Since Green-Wood’s founding in 1838, its grounds and its sculpture have inspired generation after generation of visitors and artists.
I recently learned of another artist inspired by Green-Wood. Howard Skrill teaches studio arts and lectures in art at St. Francis College in Brooklyn. For the last five years, he has been creating onsite drawings of publicly-displayed New York City statuary–including sculpture at Green-Wood.
Howard writes about his recent work, which he calls his Anna Pierrepont Series:
The Anna Pierrepont Series, my drawings of public statuary in NYC, is plein air appropriation. Plein air drawings come into being through visual encounters with the constant changes of light and color in things ideally encountered out of doors. I roll a blue whole foods cart behind me, jammed with a folding chair, pencils, oil and chalk pastels, oil sticks and a pad of paper. I encounter a statue I wish to draw, unfold my chair, lay out my materials and struggle to represent the object emerging from the light and shadows of its surroundings onto a sheet of paper. The drawings are appropriation because the subjects I invariably select are public monuments created by other artists. In 2014, I began to augment the drawings with pictorial essays that enable me to explore beyond the plein air limitations of sight. The essays enable me to explore how the monuments came into being, their connection with their surroundings and their fate after installation. I have named the entire project after Anna Marie Pierrepont, a grand dame of 19th century Brooklyn interred in one of the most magnificent tombs in Greenwood Cemetery. I named the work in her honor as a comment on the gap between my silent and anonymous wanderings and her exulted self presentation.
Howard reports on his focus on Green-Wood: “. . . Green-Wood Cemetery is walking distance from my home and I have visited it more than any other place since I began the series.” He continues:
I have been visiting Green-Wood Cemetery for five years now in order to make images for my drawing series . . . . My visits to Green-Wood are typically tinged with palpable desire. I have often awoken on mild Spring mornings eagerly anticipating entering the cemetery through its towering brown Gothic filigreed gates on 5th avenue in Brooklyn. Inside, I often lose myself amidst its elegantly named, meandering roads and pathways. My eyes constantly surveying the landscape as I walk through, looking for figurative monuments that attract my attention. When I happen upon one of interest, I stop, unfold my chair and form dirty piles of my supplies, greasy oil pastels and oil sticks, colored and graphite pencils covered with oily scum and and chalk pastels in piles at my feet. I lay a pad of white paper upon my lap and begin using pigmented oil rubbed onto the paper, crisp pencil marks and the dusting of colored chalk to transform the appearance of the monument and its surroundings into an image. When the image is completed. I gather my materials together, leaving little or no trace of my presence remaining behind. I jam the stuff back into my bag along with the completed picture and wander out of Green-Wood into the streets beyond.
In 2014, I began to compose pictorial essays that traced connections between Green-Wood and the outside world. In early 2015, I wrote of the unhappy fate of Frederick William MacMoinnes’ “Civic Virtue Triumphant over Unrighteousness” that was rescued from oblivion by Green-Wood . . .
For all of 2015, I have been writing and drawing for a major pictorial essay “Civic Virtue” slated for publication along with other provocative essays, artworks and poetry in St. Francis College’s literary journal, Assisi: the Online Journal of Arts and Letters. . . .”
“Civic Virtue” primarily describes the amazing fate of “The Triumph of Civic Virtue over Unrighteousness,” a nearly one hundred year old sculpture by Frederick William MacMonnies that has, as a consequence of changing social mores, been subject to a version of “Hot Potatoes.” (Note: “Civic Virtue” has been discussed in previous Green-Wood blog posts, here and here.)
Here are three of Howard’s drawings of “Civic Virtue:”
Howard shares his thoughts on statuary at Green-Wood:
I am fully aware of Green-Wood as a cemetery, constructed to be a home for the remains and memories of beloved departed. The statuary I draw, mostly reflect the deep emotions that inform the experience of loss. I pierced this veil very shortly after my own father was laid to rest in far off Suffolk County. I see how the figures I draw negotiate the experience of death, angels pointing upward towards the promise of eternal life or slumping over tombs, weak from loss’ agony. A child standing with a slingshot over his shoulder. A grand-father and his grand daughter frozen in the intimate embrace of a waltz.
And here are a few of Howard’s other drawings of Green-Wood sculpture:
You will find Howard’s entire “Civic Virtue” essay here, starting on page 18. And, if you would like to read more about Howard’s art, you will find his blog here.
Green-Wood is a wonder-filled place of sculpture, trees, birds, and gardens. It is a green oasis in urban Brooklyn, a place for quiet contemplation and an inspiration to hundreds of thousands every year–including painters, sketchers, photographers, dancers, and other artists. Howard Skrill is one of those artists, inspired by Green-Wood.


# Task
Copy every line of the records below where the word "adult" occurs.

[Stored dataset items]
——
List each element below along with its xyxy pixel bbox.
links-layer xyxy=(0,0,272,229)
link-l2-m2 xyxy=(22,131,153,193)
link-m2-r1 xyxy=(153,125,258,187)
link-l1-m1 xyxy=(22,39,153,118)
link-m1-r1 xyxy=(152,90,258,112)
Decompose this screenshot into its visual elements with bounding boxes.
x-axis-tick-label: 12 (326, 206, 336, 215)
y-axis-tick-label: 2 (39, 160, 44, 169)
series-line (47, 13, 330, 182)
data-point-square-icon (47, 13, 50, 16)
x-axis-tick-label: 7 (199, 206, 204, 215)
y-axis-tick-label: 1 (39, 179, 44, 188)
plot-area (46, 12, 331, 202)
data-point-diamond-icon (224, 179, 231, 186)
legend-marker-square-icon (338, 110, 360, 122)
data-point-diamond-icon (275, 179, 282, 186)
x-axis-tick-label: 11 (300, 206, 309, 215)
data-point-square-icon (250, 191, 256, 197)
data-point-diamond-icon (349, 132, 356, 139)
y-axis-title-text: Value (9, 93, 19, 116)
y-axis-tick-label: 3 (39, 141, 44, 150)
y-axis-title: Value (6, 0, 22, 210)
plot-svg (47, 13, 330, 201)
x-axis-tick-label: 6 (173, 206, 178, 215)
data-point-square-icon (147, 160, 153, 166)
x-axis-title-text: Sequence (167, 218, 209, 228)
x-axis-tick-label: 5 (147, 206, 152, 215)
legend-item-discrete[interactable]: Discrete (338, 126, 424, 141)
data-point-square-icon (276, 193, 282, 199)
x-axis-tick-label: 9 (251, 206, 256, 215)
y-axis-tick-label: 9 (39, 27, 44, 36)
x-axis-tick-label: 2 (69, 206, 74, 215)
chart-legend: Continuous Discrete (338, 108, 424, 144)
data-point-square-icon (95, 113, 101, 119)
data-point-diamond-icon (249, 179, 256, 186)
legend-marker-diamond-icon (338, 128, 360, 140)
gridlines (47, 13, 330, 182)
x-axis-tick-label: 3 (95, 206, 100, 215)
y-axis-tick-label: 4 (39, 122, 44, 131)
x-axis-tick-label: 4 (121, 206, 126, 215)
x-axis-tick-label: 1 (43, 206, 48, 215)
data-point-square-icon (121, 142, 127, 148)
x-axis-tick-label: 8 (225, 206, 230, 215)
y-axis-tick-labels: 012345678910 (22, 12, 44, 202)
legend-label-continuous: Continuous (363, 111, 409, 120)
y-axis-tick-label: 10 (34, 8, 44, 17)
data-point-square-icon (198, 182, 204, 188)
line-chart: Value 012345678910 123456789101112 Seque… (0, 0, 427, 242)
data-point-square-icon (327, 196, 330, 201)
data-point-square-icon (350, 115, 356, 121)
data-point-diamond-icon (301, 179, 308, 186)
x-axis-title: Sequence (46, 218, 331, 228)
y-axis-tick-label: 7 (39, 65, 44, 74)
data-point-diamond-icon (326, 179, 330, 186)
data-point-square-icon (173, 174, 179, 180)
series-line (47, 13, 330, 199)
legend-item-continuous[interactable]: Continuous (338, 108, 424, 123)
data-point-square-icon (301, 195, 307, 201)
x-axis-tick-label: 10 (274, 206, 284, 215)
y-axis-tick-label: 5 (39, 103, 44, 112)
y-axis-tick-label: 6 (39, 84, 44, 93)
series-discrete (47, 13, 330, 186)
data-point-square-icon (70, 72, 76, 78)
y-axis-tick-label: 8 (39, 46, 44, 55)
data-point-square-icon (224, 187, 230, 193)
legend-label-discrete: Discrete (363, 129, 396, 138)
——
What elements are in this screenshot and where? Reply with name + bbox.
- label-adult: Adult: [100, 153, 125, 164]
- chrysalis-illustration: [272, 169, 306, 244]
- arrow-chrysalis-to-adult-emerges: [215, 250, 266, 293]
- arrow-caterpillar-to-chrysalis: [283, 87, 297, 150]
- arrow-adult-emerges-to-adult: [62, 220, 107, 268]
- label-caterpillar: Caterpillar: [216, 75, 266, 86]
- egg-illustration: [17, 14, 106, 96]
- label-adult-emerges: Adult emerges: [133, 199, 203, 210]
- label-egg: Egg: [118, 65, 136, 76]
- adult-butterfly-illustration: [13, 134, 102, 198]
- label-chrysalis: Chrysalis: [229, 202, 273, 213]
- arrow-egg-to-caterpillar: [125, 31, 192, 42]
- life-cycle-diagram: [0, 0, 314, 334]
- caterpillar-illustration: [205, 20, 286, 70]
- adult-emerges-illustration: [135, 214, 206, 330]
——
# Answer to this problem
- label-adult: Adult: [100, 153, 125, 164]
- arrow-chrysalis-to-adult-emerges: [215, 250, 266, 293]
- arrow-adult-emerges-to-adult: [62, 220, 107, 268]
- label-adult-emerges: Adult emerges: [133, 199, 203, 210]
- adult-butterfly-illustration: [13, 134, 102, 198]
- adult-emerges-illustration: [135, 214, 206, 330]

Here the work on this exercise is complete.